The author of the post (sorry but her name eludes me) on Huffington describes me, apparently, as “simplistic.” Goldstein disagrees.

Goldstein responds:

So let’s understand this. The corporate reformers oppose vouchers, but won’t say they do. The important thing is to move the kids from so-called failing schools. Whether or not they address the underlying issues that cause low test scores, like poverty, learning disabilities, or lack of English, is of no consequence. Note also that Levin says nothing whatsoever to suggest these “moderates” oppose privatization or for-profit schools in any way whatsoever. Yet she has the audacity to refer to Ravitch as “simplistic.” Simplistic is a word I’d use for anyone uncritically viewing Levin’s piece.Levin further contends that reformy folk does not overemphasize testing. I’m not sure which astral plane Ms. Levin resides in, but in this one high-stakes tests determine whether or not schools stay open, and whether or not teachers remain employed. Levin praises Race to the Top, which enables this. She seems blissfully unaware there is no evidence whatsoever to suggest that there is any validity whatsoever to value-added ratings. Even as Teach for America inductees actively steal the jobs of laid-off Chicago teachers, Levin musters the audacity to suggest that it does not endorse any radical agenda, and implies that Ravitch is delusional to suggest anything of the sort.  Doubtless if scab labor took Levin’s job, or jobs or her friends and family, she’d beam with approval.

What really amazes me about this column is the complete and utter ignorance of the role of unions. Levin characterizes them as obstructionist, but I’ve watched as my union embraced mayoral control, and then supported it again after it was fairly well-established as an anti-democratic disaster. UFT had a hand in writing the state evaluation law and boasted that “objective” measures only made up 40% of a teacher rating. They must have forgotten that any teacher failing that 40% must be rated ineffective overall. UFT supported charters, and even co-located to start one.

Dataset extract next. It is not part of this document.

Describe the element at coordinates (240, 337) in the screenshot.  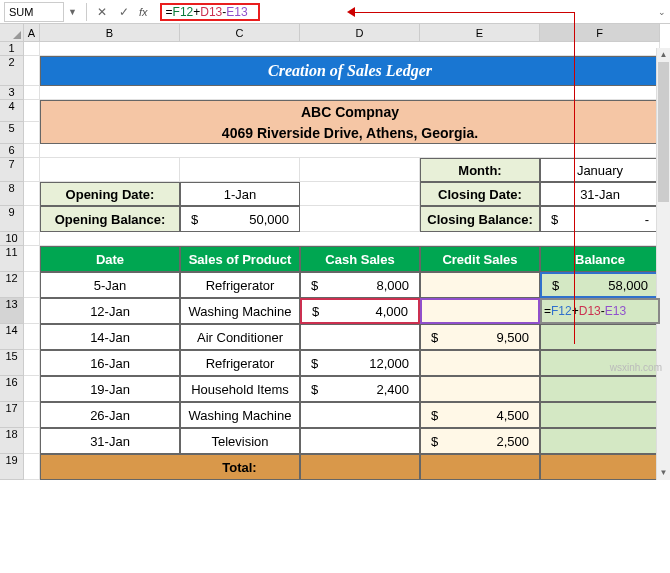
I see `table-cell-product: Air Conditioner` at that location.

UFT supported a failed merit pay program. Of course, that’s not all that unique, since all such programs have failed. And UFT supports Common Core, which adds yet another layer of testing to the tangled web that appears to have eluded Ms. Levin.

If this is the best they can muster against Diane Ravitch, they’d better hope that absolutely no one reads her new book.

Alaska school board member David Cheezem hopes that Alaska can avoid the costly mistakes that other states are making.

He writes:

“Preparing young people for the future was never easy, but it’s harder today than ever before. We really don’t know what future to prepare them for — what job opportunities they’ll have, what skills they’ll need. All the same, supporting public education has never been more important.

“I think we all know how difficult this is. I think we all feel a little anxious. That very anxiety seems to attract a particular species of snake-oil sales representatives to the education establishment. They exploit our anxieties about the future by screaming, “Our schools are failing! Our schools are failing!” at every opportunity. They spin a fairy tale about lazy, villainous teachers, and shiny new “school reform” heroes. The fairy tale hero sweeps down and takes over the school boards, instigates high-stakes tests, and diverts public school funding into for-profit charter and voucher schools.”

How did he find out about the fairy tale in which Chicken Little is the star? He somehow got an advance copy of “Reign of Error” and he knows to be wary and tread carefully when making decisions about the local public schools and the community’s precious children.